LIHUE >> Gay & Robinson's announcement yesterday that it will stop planting sugar cane on 4,000 acres of state land has state officials wondering what to do with the property.

Gay & Robinson did not say it was vacating the land, only that it would stop farming it after next year's harvest. But it was clear that if Gay & Robinson stops farming the property, it also will stop maintaining it.

The sugar company is part of a consortium of west Kauai agricultural companies that agreed to take over the state land formerly leased by Amfac/JMB's Kekaha Sugar Co. Amfac shut down sugar operations on Kauai in late 2000.

The new tenants do not have to pay rent but they agreed to maintain the immense and very complex irrigation and drainage systems built by Amfac over a century of farming the land.

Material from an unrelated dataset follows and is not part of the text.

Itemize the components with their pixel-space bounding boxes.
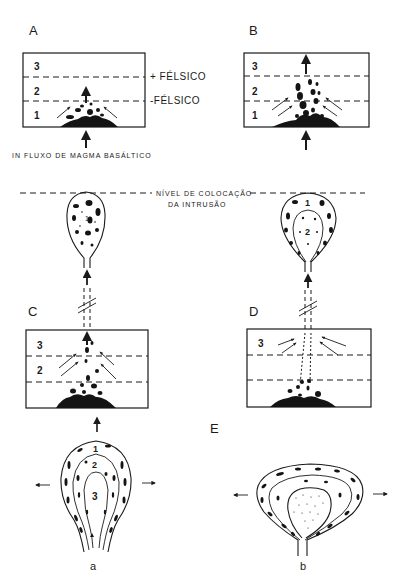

The Department of Land and Natural Resources has said repeatedly the Kekaha property is the best farm land owned by the state. Without constant maintenance, the water systems would rapidly deteriorate and the ability to farm the land would be lost. That would diminish its value considerably.

Gay & Robinson took over 4,000 acres of the property to expand its sugar operations.

"That's a big chunk of land," said Alfredo Lee, executive director of the Agribusiness Corp., a state agency that manages the Kekaha property.

"If Gay & Robinson decides to completely vacate it, it's going to be hard to find a tenant to take it over."

Without a new tenant, the cost of water system maintenance may have to be absorbed by the other members of the consortium, he said,

Gay & Robinson is the largest land owner on Kauai and one of only two sugar companies remaining in Hawaii.

The company is hoping to diversify to add ethanol production from molasses to subsidize the sugar business. But it says the future of that project depends on the success of several bills now in the Legislature, including a tax credit.

Meanwhile, the cutback immediately eliminates between 15 and 25 of the company's 310 jobs, said Alan Kennett, president and general manager of Gay & Robinson. The planters -- who are among the best paid employees on the plantation -- have bumping rights and the workers laid off will be less skilled employees with the least seniority, Kennett said.

The addition of the old Amfac lands has given Gay & Robinson record harvests in terms of tonnage the past two years. This year's harvest is scheduled to come in at 65,000 tons.

But the price of sugar has dropped dramatically this year, to $350 a ton from $380 last year. Kennett said the price drop will cost the company $2 million in lost revenue.

The old Amfac land is less productive and thus less profitable than the 7,500 acres of Gay & Robinson land, which the company has long boasted is the most productive sugar land in the world.

Gay & Robinson will harvest 1,200 acres of the Amfac land this year and about 1,700 acres next year, but none of the land will be replanted, Kennett said.